Aug 13, 2024, 18 tweets

In honour of Sir Alfred Hitchcock's 125th birthday, here is a short thread of,

Filmmakers praising Alfred Hitchcock- A Thread: 🧵

(1/17)

"If you want to study film or actually make films, you don’t need to go to film school; you just need to watch Hitchcock’s movies. The entire vocabulary of cinema is embodied in his work."

--- William Friedkin

(2/17)

"I learned from Hitchcock a lot; his technical standard is enormous."

--- Ingmar Bergman

(3/17)

"Alfred Hitchcock's English works are better than the American pictures, the very early ones, like 'The 39 Steps' (1935). Oh, my God, what a masterpiece. Those pictures had a little foreign charm, because we didn’t know the actors very well."

--- Orson Welles

(4/17)

"In Hitchcock's movies, mysteries, one sometimes finds slight inconsequences in the story. But, I think, it would be also a right opinion that movies should only be enjoyable."

--- Akira Kurosawa

(5/17)

"Hitchcock could work with so precise a script; not only every word, but every gesture was preplanned. He saw the film in his head before he made it."

--- Federico Fellini

(6/17)

"Hitchcock, the filmmaker who is the most accessible to all audiences on account of the simplicity and clarity of his work, is also the one who excels in filming the most subtle relationships between human beings."

--- François Truffaut

(7/17)

Steven Spielberg: (8/17)

"Interviewer: Hitchcock is funny because he had a pulp sensibility but a very polished look.

SPIELBERG: Yes, he does, very much so. But Hitchcock also storyboards everything, and everything is done by the numbers in the order that he places them. He paints by numbers. Hitchcock’s most brilliant work is done privately, with the sketch artist, and so I think he spends the greatest amount of creative energy on the planning stages, and then when he goes to make a movie, he sticks very closely with the battle plan.

And so his movies are, for me anyway, like perfect, premeditated murders. And he’s wicked. Hitchcock films have a wicked, deadly glint in the eye, and that’s the pollen that Hitchcock has left behind. But at the same time, his films are very different, one from the next. Lifeboat is much different from North by Northwest. North by Northwest is much more of a Hollywood genre movie, whereas Lifeboat is like a stage play."

"When I was nine, I watched Hitchcock's ‘Psycho’ (1960) & ‘The Wages of Fear’ (1953) by Clouzot. I wanted to become someone behind the camera, ever since then."

--- Bong Joon-ho

(9/17)

"Film is one of the only art forms where you can give the audience the same visual information the character has. I learned it from Hitchcock."

--- Brian De Palma

(10/17)

"I saw a lot of Hitchcock when I was a kid; there were very few people who were that specifically true to their ideas and proclivities.
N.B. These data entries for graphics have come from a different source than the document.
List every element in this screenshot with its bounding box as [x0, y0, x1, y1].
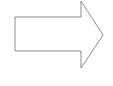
right-arrow-icon — [0, 0, 113, 86]
arrow-shape — [15, 1, 103, 68]
diagram-canvas — [0, 0, 113, 86]
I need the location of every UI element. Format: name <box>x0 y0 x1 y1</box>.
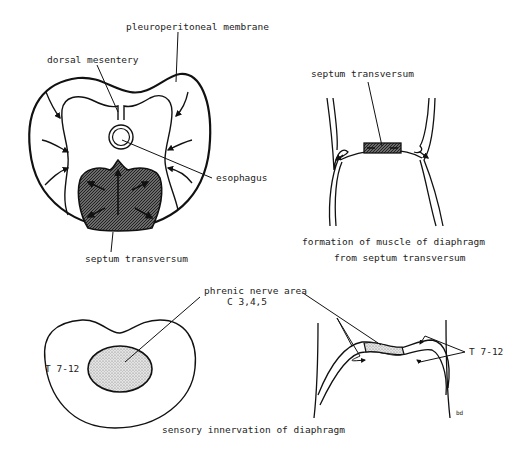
label-phrenic-segments: C 3,4,5 <box>227 296 267 307</box>
label-thoracic-left: T 7-12 <box>45 363 79 374</box>
label-esophagus: esophagus <box>216 172 267 183</box>
label-septum-transversum-2: septum transversum <box>311 68 414 79</box>
muscle-formation-panel: septum transversum formation of muscle o… <box>302 68 485 263</box>
phrenic-region-side <box>364 342 404 354</box>
label-septum-transversum: septum transversum <box>85 253 188 264</box>
phrenic-nerve-area <box>88 346 152 392</box>
label-pleuroperitoneal-membrane: pleuroperitoneal membrane <box>126 21 269 32</box>
diaphragm-diagram: pleuroperitoneal membrane dorsal mesente… <box>0 0 526 452</box>
caption-formation-line1: formation of muscle of diaphragm <box>302 236 485 247</box>
artist-signature: bd <box>456 409 464 416</box>
caption-formation-line2: from septum transversum <box>334 252 466 263</box>
diaphragm-dome-side-view <box>314 320 450 418</box>
label-thoracic-right: T 7-12 <box>469 346 503 357</box>
caption-sensory-innervation: sensory innervation of diaphragm <box>162 424 345 435</box>
sensory-innervation-panel: T 7-12 phrenic nerve area C 3,4,5 T 7-12… <box>45 285 504 435</box>
label-phrenic-nerve-area: phrenic nerve area <box>204 285 307 296</box>
septum-leader-line <box>368 82 382 146</box>
esophagus-inner-ring <box>113 129 130 146</box>
septum-transversum-region <box>78 160 161 231</box>
embryo-cross-section-panel: pleuroperitoneal membrane dorsal mesente… <box>29 21 269 264</box>
phrenic-leader-left <box>125 297 200 362</box>
label-dorsal-mesentery: dorsal mesentery <box>47 54 139 65</box>
body-wall-lines <box>327 98 443 226</box>
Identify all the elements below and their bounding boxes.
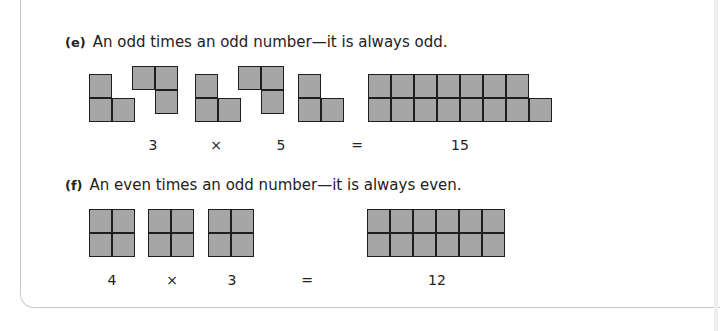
grid-cell (208, 209, 231, 233)
grid-cell (367, 209, 390, 233)
grid-cell (195, 74, 218, 98)
grid-cell (261, 66, 284, 90)
grid-cell (459, 209, 482, 233)
equation-e-equals: = (351, 137, 363, 153)
grid-cell (171, 233, 194, 257)
question-f-label: (f) (65, 178, 83, 193)
grid-cell (155, 90, 178, 114)
grid-cell (390, 233, 413, 257)
grid-cell (231, 233, 254, 257)
equation-e-factor-2: 5 (277, 137, 286, 153)
grid-cell (391, 98, 414, 122)
grid-cell (437, 98, 460, 122)
grid-cell (414, 74, 437, 98)
question-f-text: An even times an odd number—it is always… (90, 176, 462, 194)
equation-e-factor-1: 3 (149, 137, 158, 153)
grid-cell (298, 74, 321, 98)
grid-cell (506, 98, 529, 122)
equation-f-factor-1: 4 (108, 272, 117, 288)
grid-cell (483, 98, 506, 122)
grid-cell (482, 233, 505, 257)
grid-cell (155, 66, 178, 90)
grid-cell (261, 90, 284, 114)
grid-cell (231, 209, 254, 233)
grid-cell (506, 74, 529, 98)
grid-cell (368, 74, 391, 98)
grid-cell (367, 233, 390, 257)
grid-cell (89, 98, 112, 122)
equation-e-times: × (210, 137, 222, 153)
equation-f-factor-2: 3 (228, 272, 237, 288)
question-e-statement: (e)An odd times an odd number—it is alwa… (65, 33, 448, 52)
equation-f-equals: = (301, 272, 313, 288)
question-e-text: An odd times an odd number—it is always … (93, 33, 448, 51)
grid-cell (413, 233, 436, 257)
grid-cell (148, 209, 171, 233)
grid-cell (413, 209, 436, 233)
equation-f-times: × (166, 272, 178, 288)
grid-cell (460, 98, 483, 122)
grid-cell (298, 98, 321, 122)
question-f-statement: (f)An even times an odd number—it is alw… (65, 176, 462, 195)
equation-f-product: 12 (428, 272, 446, 288)
grid-cell (459, 233, 482, 257)
grid-cell (436, 209, 459, 233)
page-edge (714, 0, 718, 331)
grid-cell (437, 74, 460, 98)
grid-cell (321, 98, 344, 122)
question-e-label: (e) (65, 35, 86, 50)
grid-cell (218, 98, 241, 122)
grid-cell (112, 98, 135, 122)
grid-cell (195, 98, 218, 122)
grid-cell (482, 209, 505, 233)
grid-cell (390, 209, 413, 233)
grid-cell (112, 233, 135, 257)
grid-cell (436, 233, 459, 257)
grid-cell (529, 98, 552, 122)
grid-cell (89, 233, 112, 257)
grid-cell (460, 74, 483, 98)
grid-cell (171, 209, 194, 233)
grid-cell (112, 209, 135, 233)
grid-cell (238, 66, 261, 90)
grid-cell (368, 98, 391, 122)
grid-cell (208, 233, 231, 257)
grid-cell (148, 233, 171, 257)
grid-cell (483, 74, 506, 98)
grid-cell (391, 74, 414, 98)
equation-e-product: 15 (451, 137, 469, 153)
grid-cell (414, 98, 437, 122)
grid-cell (89, 74, 112, 98)
grid-cell (89, 209, 112, 233)
grid-cell (132, 66, 155, 90)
So he was and is a very interesting filmmaker. His movies are so mainstream and so personal at the same time."

--- David Fincher

(11/17)

Jean-Luc Godard: (12/17)

"Throughout his entire career, Hitchcock has never used an unnecessary shot. Even the most anodyne of them invariably serve the plot, which they enrich rather as the 'touch' beloved of the Impressionists enriched their paintings. They acquire their particular meaning only when seen in the context of the whole."

Peter Bogdanovich: (13/17)

"Hitchcock has that ability to really manipulate an audience. It’s just like making people laugh. But I get more satisfaction out of suspense, because it’s harder to do. People will laugh at a lot of things: look at all the TV shows. To make somebody really nervous is very difficult.

People say, “Oh, Hitchcock. The Master of Suspense. Big deal.” Well, wait a minute. That’s not so easy to do. Film is the most emotional medium in the world. That’s why this whole literary approach, publishing scripts and so on, is so ridiculous. Film affects you. It has nothing to do with anything else. If you’re able to stop and think about a movie, which you can’t do if it’s done well, then it’s after all “just a movie.” Something has to happen; it must come into your eyes and affect you."

Billy Wilder: (14/17)

"I am all over the place—every category of pictures I have made, good, bad, or indifferent. I could not make, like Hitchcock did, one Hitchcock picture after another. But he was very smart, because the husband says to the wife and kids, “Hey, there’s a new Hitchcock picture—that means there’s gonna be suspense, it’s gonna be rah-rah-rah, there’s gonna be one corpse, or more corpses, and then a super-solution. Let’s go to that!” He did that very well."

"Every step is important. It depends on what kind of director you are. If you are Hitchcock, it does not matter because he was clear about what he wanted when he shot. That’s why no one knew how to edit his films—only he could do it."

--- Wong Kar-wai

(15/17)

"I am passionate about Hitchcock. I think he is one of the greatest directors in history, especially for his way of storytelling."

--- Dario Argento

(16/17)

"You can recognize Alfred Hitchcock’s style the way you can recognize Bach, you know. He probably is the Bach of filmmakers! To me, Hitchcock wrote the textbook on suspense cinema."